Monday, July 07, 2008

Taken for Granted


I'm not one for chick flicks--gotta keep my testosterone levels from dipping--but Sally and I watched a DVD of Music and Lyrics with Hugh Grant and Drew Barrymore, and I was as caught up in it as she was. Maybe for a different reason, though. I wasn't as taken by the romance as I was by the recreation of an era, the 1980s pop music scene. Grant's fictional character was one of the two leads of the band, PoP, which had a hit single, "Pop Goes My Heart," brilliantly recreated in an eye-poppingly accurate music video, which looks straight out of 1984. Not since This Is Spinal Tap has a sound or image been done so well as pastiche.

I believe that Hugh Grant, like another Grant, Cary, is an underappreciated actor. It seems that actors who star in lightweight films like Hugh Grant usually end up in don't get the accolades and credits they deserve. The audience genuinely likes Hugh Grant, he is a charming and witty fellow, and the camera loves him also, but the folks who vote for Academy Awards just must not see what he does as acting.

Music and Lyrics might have come about because of the success of the real-life band, Wham! featuring George Michael. Michael went off into solo stardom, but what happened to his co-Whammer? Do you know that guy's name? I don't, and that's somewhat Hugh Grant's problem in this film. How does the "other guy", the one who didn't become a star, do after his initial success?

While Grant is doing his droll, charming, witty dialogue and patented stuttering, Drew Barrymore isn't quite as appealing as his love interest. I'm just not a big fan of Barrymore's, but that's a matter of personal taste. Lots of actors are very popular without having any appeal to me whatsoever.

Grant proved what a charismatic person he is in 1995 when he got caught with a prostitute, went to jail, then went on Jay Leno's show to give his mea culpa. The movie he was in at the time, Nine Months, could not have bought the publicity he brought to it. It was a hit, and Grant was forgiven by the public.

Something I much appreciated about Music and Lyrics is that the actors did their own singing; both Sally and I thought the vocals had to be dubbed by professional singers, but in a documentary included on the DVD we found out the songs were done by the actors. It turns out that Grant actually has a very pleasant singing voice. You can hear it in both these songs from the movie. The first is the "1984" song, "Pop Goes My Heart," and the second is a solo he does at the piano during a concert.

Yes, that's Kristin Johnston, playing Drew Barrymore's sister. Johnston is a big (and I mean that literally) favorite of mine since her "Third Rock From The Sun" days. The whole cast--with the possible exception of Barrymore, just my opinion--was terrific.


▶ **WHAT YOU WILL DO**: With pictures omitted, output the records below exactly as they appear.

▶ **DATA LISTING**:
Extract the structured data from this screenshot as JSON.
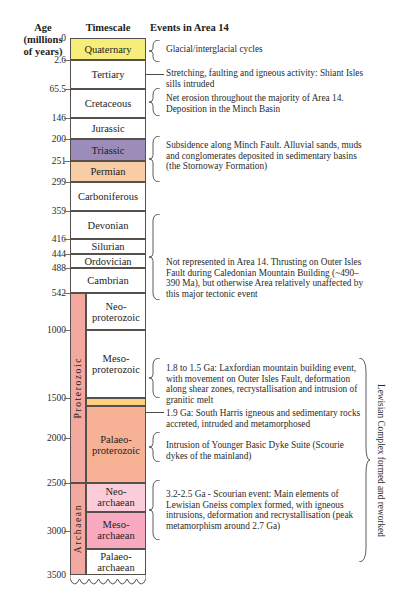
{
  "headers": {
    "age": "Age\n(millions\nof years)",
    "age_line1": "Age",
    "age_line2": "(millions",
    "age_line3": "of years)",
    "timescale": "Timescale",
    "events": "Events in Area 14"
  },
  "axis": {
    "unit": "millions of years",
    "labels": [
      "0",
      "2.6",
      "65.5",
      "146",
      "200",
      "251",
      "299",
      "359",
      "416",
      "444",
      "488",
      "542",
      "1000",
      "1500",
      "2000",
      "2500",
      "3000",
      "3500"
    ],
    "values": [
      0,
      2.6,
      65.5,
      146,
      200,
      251,
      299,
      359,
      416,
      444,
      488,
      542,
      1000,
      1500,
      2000,
      2500,
      3000,
      3500
    ]
  },
  "eons": [
    {
      "name": "Proterozoic",
      "start_ma": 542,
      "end_ma": 2500,
      "color": "#f4a9a0"
    },
    {
      "name": "Archaean",
      "start_ma": 2500,
      "end_ma": 3500,
      "color": "#f4a9a0"
    }
  ],
  "periods": [
    {
      "name": "Quaternary",
      "top_ma": 0,
      "base_ma": 2.6,
      "color": "#f5ee7a",
      "indent": false
    },
    {
      "name": "Tertiary",
      "top_ma": 2.6,
      "base_ma": 65.5,
      "color": "#ffffff",
      "indent": false
    },
    {
      "name": "Cretaceous",
      "top_ma": 65.5,
      "base_ma": 146,
      "color": "#ffffff",
      "indent": false
    },
    {
      "name": "Jurassic",
      "top_ma": 146,
      "base_ma": 200,
      "color": "#ffffff",
      "indent": false
    },
    {
      "name": "Triassic",
      "top_ma": 200,
      "base_ma": 251,
      "color": "#9b8cba",
      "indent": false
    },
    {
      "name": "Permian",
      "top_ma": 251,
      "base_ma": 299,
      "color": "#f8cda6",
      "indent": false
    },
    {
      "name": "Carboniferous",
      "top_ma": 299,
      "base_ma": 359,
      "color": "#ffffff",
      "indent": false
    },
    {
      "name": "Devonian",
      "top_ma": 359,
      "base_ma": 416,
      "color": "#ffffff",
      "indent": false
    },
    {
      "name": "Silurian",
      "top_ma": 416,
      "base_ma": 444,
      "color": "#ffffff",
      "indent": false
    },
    {
      "name": "Ordovician",
      "top_ma": 444,
      "base_ma": 488,
      "color": "#ffffff",
      "indent": false
    },
    {
      "name": "Cambrian",
      "top_ma": 488,
      "base_ma": 542,
      "color": "#ffffff",
      "indent": false
    },
    {
      "name": "Neo-\nproterozoic",
      "top_ma": 542,
      "base_ma": 1000,
      "color": "#ffffff",
      "indent": true
    },
    {
      "name": "Meso-\nproterozoic",
      "top_ma": 1000,
      "base_ma": 1500,
      "color": "#ffffff",
      "indent": true
    },
    {
      "name": "",
      "top_ma": 1500,
      "base_ma": 1600,
      "color": "#fcd080",
      "indent": true
    },
    {
      "name": "Palaeo-\nproterozoic",
      "top_ma": 1600,
      "base_ma": 2500,
      "color": "#f7b195",
      "indent": true
    },
    {
      "name": "Neo-\narchaean",
      "top_ma": 2500,
      "base_ma": 2800,
      "color": "#fbcdd9",
      "indent": true
    },
    {
      "name": "Meso-\narchaean",
      "top_ma": 2800,
      "base_ma": 3200,
      "color": "#f9a9c0",
      "indent": true
    },
    {
      "name": "Palaeo-\narchaean",
      "top_ma": 3200,
      "base_ma": 3500,
      "color": "#ffffff",
      "indent": true
    }
  ],
  "events": [
    {
      "id": "glacial",
      "text": "Glacial/interglacial cycles"
    },
    {
      "id": "shiant",
      "text": "Stretching, faulting and igneous activity: Shiant Isles sills intruded"
    },
    {
      "id": "minch",
      "text": "Net erosion throughout the majority of Area 14. Deposition in the Minch Basin"
    },
    {
      "id": "stornoway",
      "text": "Subsidence along Minch Fault. Alluvial sands, muds and conglomerates deposited in sedimentary basins (the Stornoway Formation)"
    },
    {
      "id": "caledonian",
      "text": "Not represented in Area 14. Thrusting on Outer Isles Fault during Caledonian Mountain Building (~490–390 Ma), but otherwise Area relatively unaffected by this major tectonic event"
    },
    {
      "id": "laxfordian",
      "text": "1.8 to 1.5 Ga: Laxfordian mountain building event, with movement on Outer Isles Fault, deformation along shear zones, recrystallisation and intrusion of granitic melt"
    },
    {
      "id": "southharris",
      "text": "1.9 Ga: South Harris igneous and sedimentary rocks accreted, intruded and metamorphosed"
    },
    {
      "id": "scourie",
      "text": "Intrusion of Younger Basic Dyke Suite (Scourie dykes of the mainland)"
    },
    {
      "id": "scourian",
      "text": "3.2-2.5 Ga - Scourian event: Main elements of Lewisian Gneiss complex formed, with igneous intrusions, deformation and recrystallisation (peak metamorphism around 2.7 Ga)"
    }
  ],
  "right_annotation": {
    "text": "Lewisian Complex formed and reworked"
  },
  "colors": {
    "quaternary": "#f5ee7a",
    "triassic": "#9b8cba",
    "permian": "#f8cda6",
    "palaeoproterozoic": "#f7b195",
    "laxfordian_band": "#fcd080",
    "neoarchaean": "#fbcdd9",
    "mesoarchaean": "#f9a9c0",
    "eon_spine": "#f4a9a0",
    "border": "#55504c",
    "text": "#2b2b2b"
  }
}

▶ **FINISHED EXERCISE**:
Extract the structured data from this screenshot as JSON.
{
  "headers": {
    "age": "Age\n(millions\nof years)",
    "age_line1": "Age",
    "age_line2": "(millions",
    "age_line3": "of years)",
    "timescale": "Timescale",
    "events": "Events in Area 14"
  },
  "axis": {
    "unit": "millions of years",
    "labels": [
      "0",
      "2.6",
      "65.5",
      "146",
      "200",
      "251",
      "299",
      "359",
      "416",
      "444",
      "488",
      "542",
      "1000",
      "1500",
      "2000",
      "2500",
      "3000",
      "3500"
    ],
    "values": [
      0,
      2.6,
      65.5,
      146,
      200,
      251,
      299,
      359,
      416,
      444,
      488,
      542,
      1000,
      1500,
      2000,
      2500,
      3000,
      3500
    ]
  },
  "eons": [
    {
      "name": "Proterozoic",
      "start_ma": 542,
      "end_ma": 2500,
      "color": "#f4a9a0"
    },
    {
      "name": "Archaean",
      "start_ma": 2500,
      "end_ma": 3500,
      "color": "#f4a9a0"
    }
  ],
  "periods": [
    {
      "name": "Quaternary",
      "top_ma": 0,
      "base_ma": 2.6,
      "color": "#f5ee7a",
      "indent": false
    },
    {
      "name": "Tertiary",
      "top_ma": 2.6,
      "base_ma": 65.5,
      "color": "#ffffff",
      "indent": false
    },
    {
      "name": "Cretaceous",
      "top_ma": 65.5,
      "base_ma": 146,
      "color": "#ffffff",
      "indent": false
    },
    {
      "name": "Jurassic",
      "top_ma": 146,
      "base_ma": 200,
      "color": "#ffffff",
      "indent": false
    },
    {
      "name": "Triassic",
      "top_ma": 200,
      "base_ma": 251,
      "color": "#9b8cba",
      "indent": false
    },
    {
      "name": "Permian",
      "top_ma": 251,
      "base_ma": 299,
      "color": "#f8cda6",
      "indent": false
    },
    {
      "name": "Carboniferous",
      "top_ma": 299,
      "base_ma": 359,
      "color": "#ffffff",
      "indent": false
    },
    {
      "name": "Devonian",
      "top_ma": 359,
      "base_ma": 416,
      "color": "#ffffff",
      "indent": false
    },
    {
      "name": "Silurian",
      "top_ma": 416,
      "base_ma": 444,
      "color": "#ffffff",
      "indent": false
    },
    {
      "name": "Ordovician",
      "top_ma": 444,
      "base_ma": 488,
      "color": "#ffffff",
      "indent": false
    },
    {
      "name": "Cambrian",
      "top_ma": 488,
      "base_ma": 542,
      "color": "#ffffff",
      "indent": false
    },
    {
      "name": "Neo-\nproterozoic",
      "top_ma": 542,
      "base_ma": 1000,
      "color": "#ffffff",
      "indent": true
    },
    {
      "name": "Meso-\nproterozoic",
      "top_ma": 1000,
      "base_ma": 1500,
      "color": "#ffffff",
      "indent": true
    },
    {
      "name": "",
      "top_ma": 1500,
      "base_ma": 1600,
      "color": "#fcd080",
      "indent": true
    },
    {
      "name": "Palaeo-\nproterozoic",
      "top_ma": 1600,
      "base_ma": 2500,
      "color": "#f7b195",
      "indent": true
    },
    {
      "name": "Neo-\narchaean",
      "top_ma": 2500,
      "base_ma": 2800,
      "color": "#fbcdd9",
      "indent": true
    },
    {
      "name": "Meso-\narchaean",
      "top_ma": 2800,
      "base_ma": 3200,
      "color": "#f9a9c0",
      "indent": true
    },
    {
      "name": "Palaeo-\narchaean",
      "top_ma": 3200,
      "base_ma": 3500,
      "color": "#ffffff",
      "indent": true
    }
  ],
  "events": [
    {
      "id": "glacial",
      "text": "Glacial/interglacial cycles"
    },
    {
      "id": "shiant",
      "text": "Stretching, faulting and igneous activity: Shiant Isles sills intruded"
    },
    {
      "id": "minch",
      "text": "Net erosion throughout the majority of Area 14. Deposition in the Minch Basin"
    },
    {
      "id": "stornoway",
      "text": "Subsidence along Minch Fault. Alluvial sands, muds and conglomerates deposited in sedimentary basins (the Stornoway Formation)"
    },
    {
      "id": "caledonian",
      "text": "Not represented in Area 14. Thrusting on Outer Isles Fault during Caledonian Mountain Building (~490–390 Ma), but otherwise Area relatively unaffected by this major tectonic event"
    },
    {
      "id": "laxfordian",
      "text": "1.8 to 1.5 Ga: Laxfordian mountain building event, with movement on Outer Isles Fault, deformation along shear zones, recrystallisation and intrusion of granitic melt"
    },
    {
      "id": "southharris",
      "text": "1.9 Ga: South Harris igneous and sedimentary rocks accreted, intruded and metamorphosed"
    },
    {
      "id": "scourie",
      "text": "Intrusion of Younger Basic Dyke Suite (Scourie dykes of the mainland)"
    },
    {
      "id": "scourian",
      "text": "3.2-2.5 Ga - Scourian event: Main elements of Lewisian Gneiss complex formed, with igneous intrusions, deformation and recrystallisation (peak metamorphism around 2.7 Ga)"
    }
  ],
  "right_annotation": {
    "text": "Lewisian Complex formed and reworked"
  },
  "colors": {
    "quaternary": "#f5ee7a",
    "triassic": "#9b8cba",
    "permian": "#f8cda6",
    "palaeoproterozoic": "#f7b195",
    "laxfordian_band": "#fcd080",
    "neoarchaean": "#fbcdd9",
    "mesoarchaean": "#f9a9c0",
    "eon_spine": "#f4a9a0",
    "border": "#55504c",
    "text": "#2b2b2b"
  }
}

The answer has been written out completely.